How does a Mexican drug lord make it onto Forbes Magazine's list of the world's richest people? Apparently, by amassing a billion-dollar fortune as his country's most notorious drug trafficker.
Joaquin "El Chapo" Guzman, No. 701 on the list, heads the Sinaloa cartel, one of the biggest cocaine suppliers to the United States, according to Forbes.
The 51-year-old kingpin was arrested in 1993 on drug and murder charges but escaped from a Mexican prison in 2001, Forbes reported. The escape set off a wave of killing across Mexico, according to Reuters.
Drug violence between rival gangs has caused about 7,000 deaths in Mexico since the beginning of last year, and Guzman's Sinaloa cartel henchmen are considered some of the most vicious, Reuters reported.
Guzman often compared to the Colombian drug lord Pablo Escobar. Luisa Kroll, senior editor of Forbes, told Reuters that Guzman was not available for interviews, "but his financial situation is doing quite well." The magazine based its estimate on figures from drug-trade analysts and the U.S. government.
Mexican and Colombian drug traffickers laundered between $18 billion and $39 billion in proceeds from wholesale shipments to the United States in 2008, Forbes reported.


The problem> Look for the string "glucose" in the data below, and copy each line that holds it.

Start of Block

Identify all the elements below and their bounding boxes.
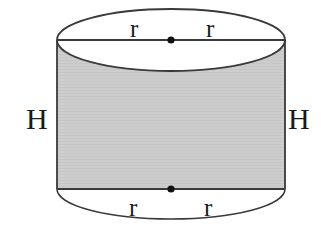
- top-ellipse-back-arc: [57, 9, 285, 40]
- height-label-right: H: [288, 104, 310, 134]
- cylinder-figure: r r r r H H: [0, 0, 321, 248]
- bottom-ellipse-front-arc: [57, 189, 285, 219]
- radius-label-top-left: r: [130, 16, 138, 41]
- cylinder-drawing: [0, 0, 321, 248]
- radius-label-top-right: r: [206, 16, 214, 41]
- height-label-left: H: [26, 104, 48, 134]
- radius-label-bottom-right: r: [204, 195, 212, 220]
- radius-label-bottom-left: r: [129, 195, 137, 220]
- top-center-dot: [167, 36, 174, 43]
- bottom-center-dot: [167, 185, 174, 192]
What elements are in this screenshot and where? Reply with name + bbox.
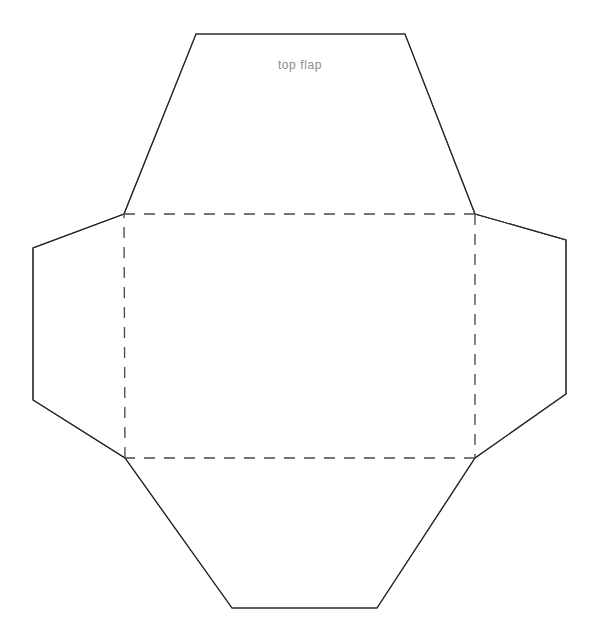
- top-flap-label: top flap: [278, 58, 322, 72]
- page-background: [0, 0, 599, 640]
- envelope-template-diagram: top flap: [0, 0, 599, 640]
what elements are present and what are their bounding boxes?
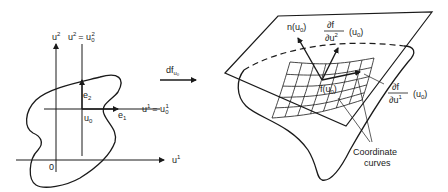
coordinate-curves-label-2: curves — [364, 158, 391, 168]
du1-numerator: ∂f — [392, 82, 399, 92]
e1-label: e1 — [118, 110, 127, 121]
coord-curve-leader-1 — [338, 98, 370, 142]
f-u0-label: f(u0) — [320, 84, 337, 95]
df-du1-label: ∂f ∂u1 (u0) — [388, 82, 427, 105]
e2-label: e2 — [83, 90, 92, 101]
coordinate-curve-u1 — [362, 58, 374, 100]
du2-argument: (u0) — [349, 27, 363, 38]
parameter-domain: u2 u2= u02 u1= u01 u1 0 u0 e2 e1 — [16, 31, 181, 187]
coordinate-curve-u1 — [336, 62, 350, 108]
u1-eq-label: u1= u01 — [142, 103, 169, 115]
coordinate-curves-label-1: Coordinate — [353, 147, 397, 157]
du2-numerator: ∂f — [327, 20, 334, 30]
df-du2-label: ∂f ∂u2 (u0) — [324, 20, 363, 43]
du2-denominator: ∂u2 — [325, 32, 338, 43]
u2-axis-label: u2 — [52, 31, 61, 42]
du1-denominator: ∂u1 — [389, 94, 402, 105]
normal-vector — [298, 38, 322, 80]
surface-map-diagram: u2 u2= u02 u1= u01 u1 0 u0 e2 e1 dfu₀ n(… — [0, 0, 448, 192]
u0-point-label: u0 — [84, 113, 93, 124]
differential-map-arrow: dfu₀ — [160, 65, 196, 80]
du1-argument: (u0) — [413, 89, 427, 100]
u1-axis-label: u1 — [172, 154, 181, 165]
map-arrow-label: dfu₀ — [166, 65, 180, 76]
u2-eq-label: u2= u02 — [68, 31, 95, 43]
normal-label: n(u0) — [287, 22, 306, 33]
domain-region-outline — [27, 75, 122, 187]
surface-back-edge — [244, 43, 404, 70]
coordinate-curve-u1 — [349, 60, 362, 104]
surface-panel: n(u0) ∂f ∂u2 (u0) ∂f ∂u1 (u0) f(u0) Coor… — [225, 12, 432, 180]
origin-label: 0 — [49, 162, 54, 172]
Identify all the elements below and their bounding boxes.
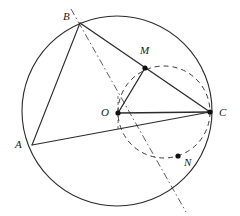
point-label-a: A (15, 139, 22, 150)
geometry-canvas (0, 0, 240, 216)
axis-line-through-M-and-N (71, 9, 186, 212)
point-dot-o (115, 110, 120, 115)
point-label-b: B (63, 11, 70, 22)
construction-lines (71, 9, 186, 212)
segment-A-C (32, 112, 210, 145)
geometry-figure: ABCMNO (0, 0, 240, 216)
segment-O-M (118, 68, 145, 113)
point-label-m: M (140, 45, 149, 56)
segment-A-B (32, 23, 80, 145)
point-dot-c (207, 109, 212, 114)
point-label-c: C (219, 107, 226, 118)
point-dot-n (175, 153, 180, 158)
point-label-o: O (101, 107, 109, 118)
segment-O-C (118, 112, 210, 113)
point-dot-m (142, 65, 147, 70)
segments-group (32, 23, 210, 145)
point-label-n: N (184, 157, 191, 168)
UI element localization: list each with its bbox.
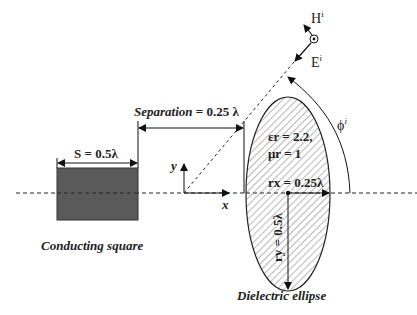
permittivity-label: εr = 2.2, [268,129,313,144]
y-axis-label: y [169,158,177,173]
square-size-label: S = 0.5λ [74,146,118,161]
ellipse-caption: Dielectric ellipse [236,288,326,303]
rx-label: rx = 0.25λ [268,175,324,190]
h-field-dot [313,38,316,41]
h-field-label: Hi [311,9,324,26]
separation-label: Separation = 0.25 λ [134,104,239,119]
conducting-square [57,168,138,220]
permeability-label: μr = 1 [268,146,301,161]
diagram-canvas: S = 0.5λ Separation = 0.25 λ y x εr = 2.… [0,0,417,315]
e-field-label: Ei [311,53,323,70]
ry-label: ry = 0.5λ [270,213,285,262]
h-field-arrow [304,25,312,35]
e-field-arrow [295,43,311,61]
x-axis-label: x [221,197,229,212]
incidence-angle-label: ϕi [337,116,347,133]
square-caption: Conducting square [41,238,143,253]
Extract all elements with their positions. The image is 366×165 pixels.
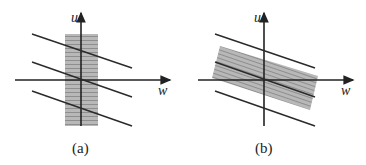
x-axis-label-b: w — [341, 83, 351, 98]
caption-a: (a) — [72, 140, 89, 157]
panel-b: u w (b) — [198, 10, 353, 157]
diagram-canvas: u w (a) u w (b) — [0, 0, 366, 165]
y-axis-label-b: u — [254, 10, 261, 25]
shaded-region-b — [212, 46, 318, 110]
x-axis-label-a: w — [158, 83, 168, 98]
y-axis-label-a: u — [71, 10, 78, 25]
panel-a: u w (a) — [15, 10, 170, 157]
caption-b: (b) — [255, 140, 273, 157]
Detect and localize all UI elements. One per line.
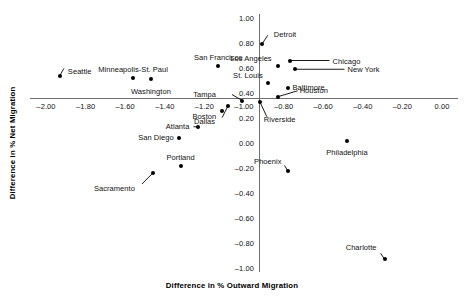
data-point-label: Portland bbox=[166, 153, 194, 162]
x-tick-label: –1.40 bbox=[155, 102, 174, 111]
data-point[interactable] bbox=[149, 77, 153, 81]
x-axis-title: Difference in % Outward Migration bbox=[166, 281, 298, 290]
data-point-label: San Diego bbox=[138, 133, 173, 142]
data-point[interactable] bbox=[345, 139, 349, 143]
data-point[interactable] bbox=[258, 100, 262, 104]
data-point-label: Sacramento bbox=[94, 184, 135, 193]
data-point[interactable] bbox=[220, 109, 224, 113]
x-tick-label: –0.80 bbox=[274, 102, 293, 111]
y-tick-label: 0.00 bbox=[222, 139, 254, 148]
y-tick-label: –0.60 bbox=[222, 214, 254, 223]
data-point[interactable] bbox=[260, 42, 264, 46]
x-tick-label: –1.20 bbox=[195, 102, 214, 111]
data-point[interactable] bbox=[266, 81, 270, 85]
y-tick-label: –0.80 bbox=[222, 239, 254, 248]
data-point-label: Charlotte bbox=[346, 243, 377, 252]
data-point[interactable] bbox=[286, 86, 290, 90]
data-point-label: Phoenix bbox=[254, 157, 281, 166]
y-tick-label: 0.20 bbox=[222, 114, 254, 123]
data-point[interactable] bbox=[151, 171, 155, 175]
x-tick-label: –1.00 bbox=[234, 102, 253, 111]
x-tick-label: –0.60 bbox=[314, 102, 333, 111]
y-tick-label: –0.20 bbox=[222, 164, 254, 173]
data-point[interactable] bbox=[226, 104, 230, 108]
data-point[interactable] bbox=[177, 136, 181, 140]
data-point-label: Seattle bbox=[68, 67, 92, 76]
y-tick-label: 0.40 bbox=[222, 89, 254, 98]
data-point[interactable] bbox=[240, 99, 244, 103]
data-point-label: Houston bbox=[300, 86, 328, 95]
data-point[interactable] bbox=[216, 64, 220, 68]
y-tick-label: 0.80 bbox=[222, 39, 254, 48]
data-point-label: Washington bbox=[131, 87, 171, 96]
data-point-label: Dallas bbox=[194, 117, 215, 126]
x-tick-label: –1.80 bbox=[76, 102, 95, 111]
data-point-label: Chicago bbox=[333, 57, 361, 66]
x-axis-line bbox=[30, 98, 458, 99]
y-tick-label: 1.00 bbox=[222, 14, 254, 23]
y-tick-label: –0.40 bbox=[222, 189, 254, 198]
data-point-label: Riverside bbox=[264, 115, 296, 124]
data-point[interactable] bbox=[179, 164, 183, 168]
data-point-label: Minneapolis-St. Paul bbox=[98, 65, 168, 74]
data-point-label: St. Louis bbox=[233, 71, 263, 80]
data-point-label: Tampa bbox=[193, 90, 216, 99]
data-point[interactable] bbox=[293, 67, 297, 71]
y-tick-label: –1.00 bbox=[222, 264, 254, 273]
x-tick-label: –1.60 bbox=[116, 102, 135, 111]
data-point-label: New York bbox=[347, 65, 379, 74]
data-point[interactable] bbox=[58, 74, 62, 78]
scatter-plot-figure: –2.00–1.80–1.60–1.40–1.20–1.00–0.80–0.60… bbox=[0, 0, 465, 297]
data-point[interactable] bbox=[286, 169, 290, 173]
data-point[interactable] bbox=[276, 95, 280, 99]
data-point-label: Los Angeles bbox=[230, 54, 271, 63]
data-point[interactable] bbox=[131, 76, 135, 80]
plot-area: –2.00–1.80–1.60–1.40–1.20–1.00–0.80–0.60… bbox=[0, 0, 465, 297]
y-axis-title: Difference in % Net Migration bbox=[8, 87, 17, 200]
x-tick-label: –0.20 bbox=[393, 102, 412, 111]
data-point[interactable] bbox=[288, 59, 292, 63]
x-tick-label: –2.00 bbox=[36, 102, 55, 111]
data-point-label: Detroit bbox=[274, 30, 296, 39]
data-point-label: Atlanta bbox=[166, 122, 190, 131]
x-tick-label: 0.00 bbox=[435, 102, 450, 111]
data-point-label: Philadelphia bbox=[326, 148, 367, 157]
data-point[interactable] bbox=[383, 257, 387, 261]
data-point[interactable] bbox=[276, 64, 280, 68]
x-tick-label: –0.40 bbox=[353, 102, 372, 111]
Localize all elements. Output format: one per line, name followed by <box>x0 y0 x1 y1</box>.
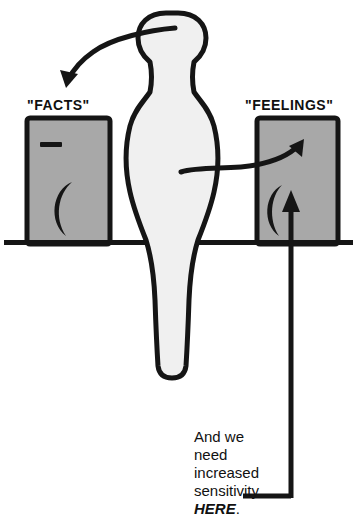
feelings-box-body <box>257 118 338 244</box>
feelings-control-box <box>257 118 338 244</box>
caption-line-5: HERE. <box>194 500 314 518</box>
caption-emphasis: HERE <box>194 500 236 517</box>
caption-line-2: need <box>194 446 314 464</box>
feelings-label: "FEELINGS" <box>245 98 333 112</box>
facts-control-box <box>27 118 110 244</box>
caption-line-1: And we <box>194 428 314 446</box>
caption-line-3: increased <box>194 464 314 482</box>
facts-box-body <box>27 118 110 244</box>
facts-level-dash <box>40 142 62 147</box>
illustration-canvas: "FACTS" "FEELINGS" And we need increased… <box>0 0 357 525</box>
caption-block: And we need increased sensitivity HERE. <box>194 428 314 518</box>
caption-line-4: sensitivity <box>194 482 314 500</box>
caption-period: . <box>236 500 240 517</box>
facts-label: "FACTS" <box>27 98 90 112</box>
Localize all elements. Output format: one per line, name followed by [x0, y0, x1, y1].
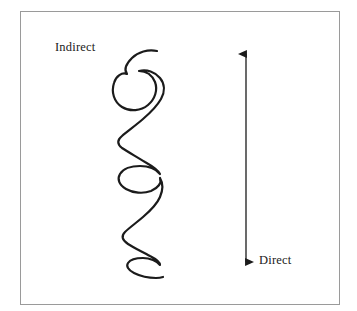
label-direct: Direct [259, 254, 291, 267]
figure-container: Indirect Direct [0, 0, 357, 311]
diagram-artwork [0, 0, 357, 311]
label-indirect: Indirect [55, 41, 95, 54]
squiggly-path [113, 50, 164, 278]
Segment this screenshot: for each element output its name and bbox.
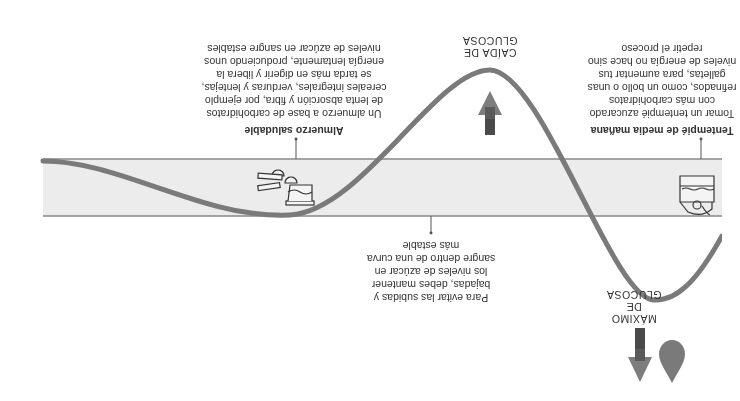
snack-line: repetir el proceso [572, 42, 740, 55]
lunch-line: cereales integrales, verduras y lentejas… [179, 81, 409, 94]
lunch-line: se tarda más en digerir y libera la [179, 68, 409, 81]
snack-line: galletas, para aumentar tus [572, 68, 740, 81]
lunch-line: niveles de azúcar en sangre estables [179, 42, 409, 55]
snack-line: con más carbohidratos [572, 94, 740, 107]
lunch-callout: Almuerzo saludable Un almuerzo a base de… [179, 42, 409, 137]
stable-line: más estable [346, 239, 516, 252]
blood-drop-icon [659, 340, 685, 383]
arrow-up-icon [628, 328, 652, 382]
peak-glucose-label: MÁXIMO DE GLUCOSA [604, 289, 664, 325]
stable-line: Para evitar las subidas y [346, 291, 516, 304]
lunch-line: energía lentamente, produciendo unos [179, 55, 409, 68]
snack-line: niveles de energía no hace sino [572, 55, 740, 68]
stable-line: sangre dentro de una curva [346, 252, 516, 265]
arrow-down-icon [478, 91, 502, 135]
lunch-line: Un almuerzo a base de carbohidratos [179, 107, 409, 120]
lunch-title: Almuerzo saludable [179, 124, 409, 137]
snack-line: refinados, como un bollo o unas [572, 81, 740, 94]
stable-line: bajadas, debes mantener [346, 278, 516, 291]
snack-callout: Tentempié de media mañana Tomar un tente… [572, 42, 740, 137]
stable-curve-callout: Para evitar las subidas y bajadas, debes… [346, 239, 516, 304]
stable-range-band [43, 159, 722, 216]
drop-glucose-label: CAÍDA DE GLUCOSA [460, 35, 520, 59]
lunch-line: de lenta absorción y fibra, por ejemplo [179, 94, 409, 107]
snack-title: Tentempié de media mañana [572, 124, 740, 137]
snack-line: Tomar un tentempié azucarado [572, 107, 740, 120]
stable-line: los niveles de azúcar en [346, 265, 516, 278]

End of Block

Answer for this exercise>
peak-glucose-label: MÁXIMO DE GLUCOSA [604, 289, 664, 325]
drop-glucose-label: CAÍDA DE GLUCOSA [460, 35, 520, 59]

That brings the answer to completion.